The whole chapter, distilled. Read this the night before the exam.

  • Term 3 Chapter 5 of Samacheer Kalvi Class 7 Maths.
  • Mean = sum of observations ÷ number of observations.
  • Median = the middle value of ordered data.
  • For an even number of values, the median is the average of the two middle ones.
  • Mode = the most frequently occurring value.
  • Mean, median and mode are the three measures of central tendency.

Tamil Nadu (TNBSE) marks blueprint

Where the marks come from in this chapter — so you can plan your prep.

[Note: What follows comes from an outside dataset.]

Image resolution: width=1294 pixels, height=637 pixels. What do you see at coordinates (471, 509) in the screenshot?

Typical chapter weightage: 6-10 marks across the three averages

Question typeMarks eachTypical countWhat it tests
Mean1-22Average and reverse mean
Median1-22Odd and even counts
Mode11-2Most frequent value
Prep strategy
  • Add carefully and divide by the count for the mean
  • Always order data before finding the median
  • Average the two middle values for even counts
  • Tally frequencies to find the mode

Where this shows up in the real world

This chapter isn't just an exam topic — it lives in the world around you.

Sports

Batting and run averages use the mean.

Surveys

The mode shows the most common response.

Economics

Median income represents a typical earner.

Exam strategy

Battle-tested tips from teachers and toppers for this chapter.

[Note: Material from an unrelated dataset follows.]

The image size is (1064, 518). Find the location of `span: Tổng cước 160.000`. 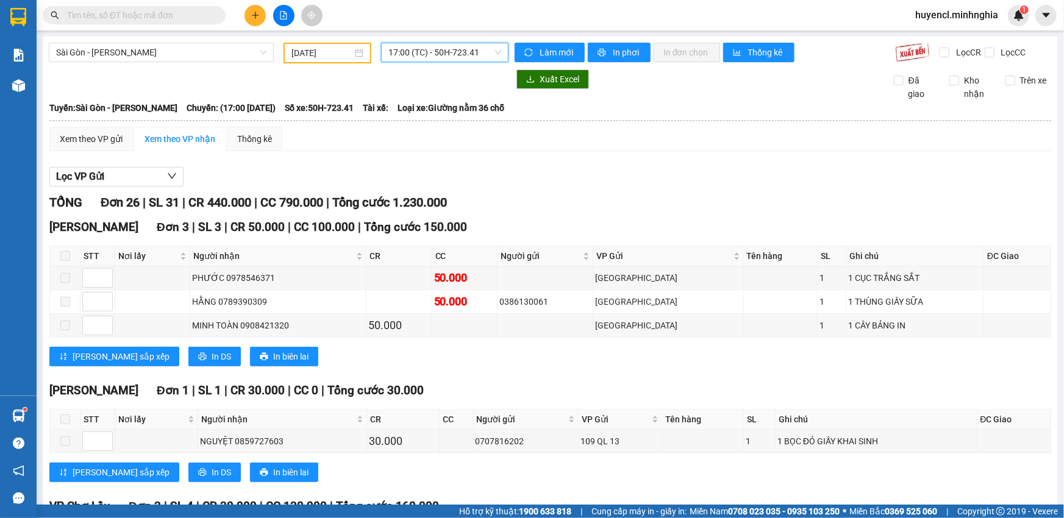

span: Tổng cước 160.000 is located at coordinates (387, 506).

  1. Show the sum and count for the mean
  2. Order the data before the median
  3. Average two middle values for even counts
  4. Tally to identify the mode

Going beyond the textbook

For olympiad aspirants and curious learners — topics that build on this chapter.

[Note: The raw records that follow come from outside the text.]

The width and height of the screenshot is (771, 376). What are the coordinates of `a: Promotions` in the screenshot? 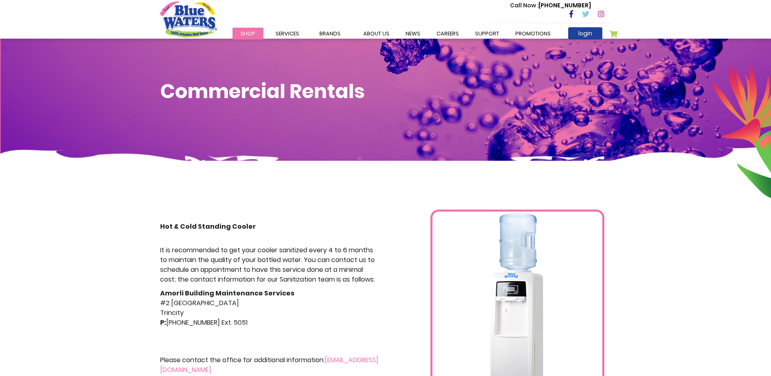 It's located at (533, 33).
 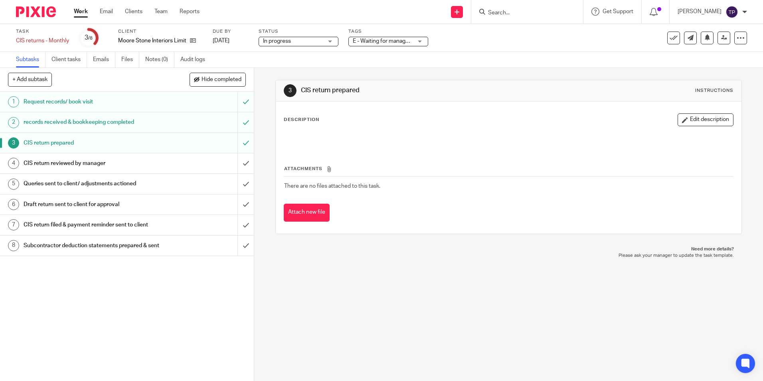 What do you see at coordinates (190, 12) in the screenshot?
I see `a: Reports` at bounding box center [190, 12].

  • If the mean of 6 numbers is 10 and five of them are 8, 9, 11, 12, 7, find the sixth.
  • Create a data set whose mean, median and mode are all 5.

Where else this chapter is tested

CBSE board isn't the only one — other exams test this chapter too.

TN Class 7 Term 3 ExamHigh
NMMS / Foundation MathsMedium
School unit testsHigh

Questions students ask

The real ones — pulled from the Q&A community and tutor sessions.

The mean is the arithmetic average (sum ÷ count), the median is the middle value of ordered data, and the mode is the value that occurs most often.

Yes. If two or more values occur with the same highest frequency, the data has more than one mode; if no value repeats, it has no mode.
Verified by the tuition.in editorial team
Last reviewed on 3 June 2026. Written and reviewed by subject-matter experts — read about our process.